Now traceability is 'sexy' again. Pardalis is moving forward with major land grant institutions (North Dakota State University, Michigan State University, Oklahoma State University) and supply chain participants (like Top 10 Produce) in seeking $5M/5 year USDA funding for a Coordinated Agricultural Project under the Special Crops Research Initiative. This initiative supports research for methods to prevent, detect, monitor, control, and respond to potential food safety hazards in the production and processing of specialty crops, including fresh produce. Central to this research will the development/introduction of item-level means and functions for interoperably connecting agricultural supply chains from 'farm to fork'. The goal is to provide real-time access to the supply chain participants of the total system of data - not just the data presented in GS1 labeling -  relative to product safety, taste, quality, appearance, environmental responses, tolerances, transportation, marketing, storage characteristics , etc.

Like I said, my attendance at IIW9 was strange and familiar, etc. What was missing for me was the application of identity and social networking to supply chains. I suppose one could argue that the term 'supply chain' was there, so to speak, particularly in the IIW9 sessions covering Vendor Relationship Management, but in my opinion it was way in the background waiting to be brought to the forefront. I'm definitely planning on attending IIW #10 in Mountain View in May, 2010, to do my part in helping raise the visibility of supply chains in this mix. I'm really glad to have found my way to the identity movement.

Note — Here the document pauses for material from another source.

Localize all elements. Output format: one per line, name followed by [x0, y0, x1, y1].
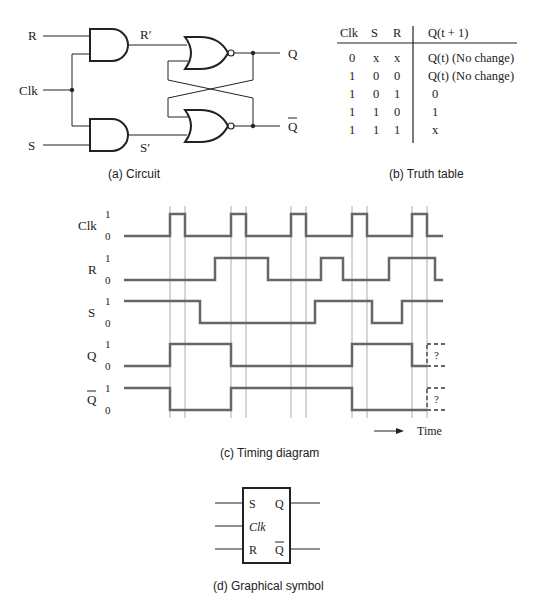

[The foregoing is substantially reprinted from previous contributions made by the author to the Data Ownership in the Cloud group on LinkedIn.]

Thursday
Oct012009

Silona Bonewald: Open Banking, metrics and money

The following entry entitled Open Banking, metrics and money and posted by Silona Bonewald on Friday, September 25th, 2009 to her blog, Persona Prime:

metrics metrics metrics

With an openbank I get to prove a concept with the most old fashioned metric there is – money…

for what is money than the most generally accepted metric?

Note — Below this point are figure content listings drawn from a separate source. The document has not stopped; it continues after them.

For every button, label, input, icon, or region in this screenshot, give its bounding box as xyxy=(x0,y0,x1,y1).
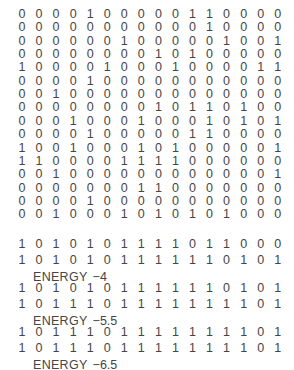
binary-digit: 0 xyxy=(135,75,147,88)
binary-digit: 0 xyxy=(238,182,250,195)
binary-digit: 1 xyxy=(204,128,216,141)
binary-digit: 1 xyxy=(16,342,28,355)
binary-digit: 0 xyxy=(204,155,216,168)
binary-digit: 0 xyxy=(16,75,28,88)
binary-digit: 0 xyxy=(169,168,181,181)
binary-digit: 0 xyxy=(101,155,113,168)
binary-digit: 0 xyxy=(16,182,28,195)
binary-digit: 1 xyxy=(152,182,164,195)
binary-digit: 0 xyxy=(33,61,45,74)
binary-digit: 0 xyxy=(33,195,45,208)
binary-digit: 0 xyxy=(255,75,267,88)
binary-digit: 0 xyxy=(33,8,45,21)
sequence-row-bottom: 1010101111110101 xyxy=(0,254,294,267)
binary-digit: 0 xyxy=(221,75,233,88)
binary-digit: 0 xyxy=(33,342,45,355)
binary-digit: 0 xyxy=(33,142,45,155)
binary-digit: 0 xyxy=(255,142,267,155)
binary-digit: 0 xyxy=(238,61,250,74)
binary-digit: 0 xyxy=(135,128,147,141)
matrix-row: 0000001000001001 xyxy=(0,35,294,48)
energy-group-3: 10111011111111011011101111111101ENERGY−6… xyxy=(0,326,294,370)
binary-digit: 0 xyxy=(255,101,267,114)
binary-digit: 0 xyxy=(255,168,267,181)
binary-digit: 1 xyxy=(84,195,96,208)
binary-digit: 1 xyxy=(187,208,199,221)
binary-digit: 0 xyxy=(33,326,45,339)
energy-group-1: 10101011110110001010101111110101ENERGY−4 xyxy=(0,238,294,282)
binary-digit: 0 xyxy=(118,61,130,74)
binary-digit: 0 xyxy=(221,88,233,101)
binary-digit: 1 xyxy=(101,61,113,74)
binary-digit: 0 xyxy=(238,35,250,48)
binary-digit: 0 xyxy=(67,282,79,295)
energy-word: ENERGY xyxy=(33,358,88,370)
binary-digit: 0 xyxy=(67,128,79,141)
binary-digit: 0 xyxy=(255,208,267,221)
binary-digit: 0 xyxy=(187,182,199,195)
binary-digit: 1 xyxy=(152,208,164,221)
binary-digit: 0 xyxy=(152,115,164,128)
binary-digit: 0 xyxy=(84,208,96,221)
binary-digit: 0 xyxy=(152,88,164,101)
binary-digit: 0 xyxy=(169,128,181,141)
binary-digit: 0 xyxy=(255,88,267,101)
energy-label: ENERGY−6.5 xyxy=(33,358,117,370)
binary-digit: 0 xyxy=(33,101,45,114)
binary-digit: 0 xyxy=(33,168,45,181)
binary-digit: 1 xyxy=(67,342,79,355)
binary-digit: 0 xyxy=(84,142,96,155)
binary-digit: 0 xyxy=(272,155,284,168)
binary-digit: 0 xyxy=(204,75,216,88)
binary-digit: 1 xyxy=(16,298,28,311)
binary-digit: 0 xyxy=(50,115,62,128)
binary-digit: 1 xyxy=(84,282,96,295)
binary-digit: 0 xyxy=(16,195,28,208)
binary-digit: 0 xyxy=(101,326,113,339)
binary-digit: 1 xyxy=(84,342,96,355)
binary-digit: 0 xyxy=(67,21,79,34)
binary-digit: 0 xyxy=(238,88,250,101)
binary-digit: 1 xyxy=(272,282,284,295)
binary-digit: 1 xyxy=(67,115,79,128)
binary-digit: 0 xyxy=(118,142,130,155)
binary-digit: 1 xyxy=(221,326,233,339)
binary-digit: 0 xyxy=(101,298,113,311)
binary-digit: 1 xyxy=(152,326,164,339)
binary-digit: 0 xyxy=(33,182,45,195)
binary-digit: 0 xyxy=(152,128,164,141)
binary-digit: 0 xyxy=(33,48,45,61)
binary-digit: 1 xyxy=(118,35,130,48)
binary-digit: 0 xyxy=(221,128,233,141)
matrix-row: 0000000110000000 xyxy=(0,182,294,195)
binary-digit: 0 xyxy=(118,21,130,34)
binary-digit: 0 xyxy=(169,101,181,114)
matrix-row: 0000000000010000 xyxy=(0,21,294,34)
binary-digit: 1 xyxy=(84,128,96,141)
binary-digit: 1 xyxy=(238,101,250,114)
binary-digit: 1 xyxy=(204,342,216,355)
binary-digit: 1 xyxy=(272,142,284,155)
binary-digit: 0 xyxy=(33,115,45,128)
binary-digit: 1 xyxy=(238,115,250,128)
binary-digit: 0 xyxy=(272,88,284,101)
matrix-row: 0000100000000000 xyxy=(0,195,294,208)
binary-digit: 1 xyxy=(169,155,181,168)
binary-digit: 0 xyxy=(204,182,216,195)
binary-digit: 0 xyxy=(255,21,267,34)
binary-digit: 1 xyxy=(272,115,284,128)
binary-digit: 0 xyxy=(67,182,79,195)
binary-digit: 0 xyxy=(255,326,267,339)
binary-digit: 1 xyxy=(187,298,199,311)
binary-digit: 1 xyxy=(118,254,130,267)
binary-digit: 0 xyxy=(101,182,113,195)
binary-digit: 1 xyxy=(272,35,284,48)
binary-digit: 0 xyxy=(238,155,250,168)
binary-digit: 0 xyxy=(135,168,147,181)
binary-digit: 1 xyxy=(135,298,147,311)
binary-digit: 0 xyxy=(118,8,130,21)
binary-digit: 0 xyxy=(255,8,267,21)
binary-digit: 1 xyxy=(118,238,130,251)
binary-digit: 1 xyxy=(67,298,79,311)
binary-digit: 0 xyxy=(67,168,79,181)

I want to educate people about the ownership of their data. No better way than to attach it to their money.

Show them that Data is the new money.

No better way to prove to businesses that people care than to make alot of money off of it.

No better way to get other banks to follow suit than to take money away from them.

yep I am a bit of a more pragmatic gal these days…

Here's my comment ....

Silona,

Truly, data is becoming more and more the 'new money' ....

Data ownership matters because it holds forth the promise of empowering people with much more technological and political control of their information than that provided by conventional information technologies and legislated confidentiality protections.

Give people the opportunity to profit or otherwise benefit from their data products in the form of granular objects, and their valuable data will, ironically, become more accessible to all. Give people the opportunity to familiarly bank their data like they bank their money, and watch the political dynamics shift favorably toward a more data transparent, and data secure, world.

First, there was money. Then there came the banking of money. Now is the time for the Information Age to shift into a Data Banking Age full of new services, and new opportunities, not unlike those brought to us, and facilitated by, our very successful monetary banking systems.

But lest the reader thinks that you and I are too much out in 'left field', or that we are being too idealistic, I'd like to cite what Microsoft and the Information Card Foundation are currently doing that is bringing a realism to the idealism.

Windows CardSpace (aka Microsoft Information Cards), part of the .NET stack, is Microsoft's client software for the Identity Metasystem, an interoperable architecture for digital identity that enables people to have and employ a collection of digital identities based on multiple underlying technologies, implementations, and providers. When an Information Card-enabled application or website wishes to obtain information about the user, the application or website requests the publication of a particular set of claims authored by the user. The CardSpace user interface then appears, switching the display to the CardSpace service, which displays the user's registered identities. The user selects their InfoCard to verify their identity.

Kim Cameron, Chief Identity Officer, Microsoft, is seeking to extend Microsoft's Information Cards with 'minimum disclosures' (that is, claims granularly derived from Information Cards). See "Proposal for a Common Identity Framework: A User-Centric Identity Metasystem" by Kim Cameron, Reinhard Posch, Kai Rannenberg on October 9, 2008.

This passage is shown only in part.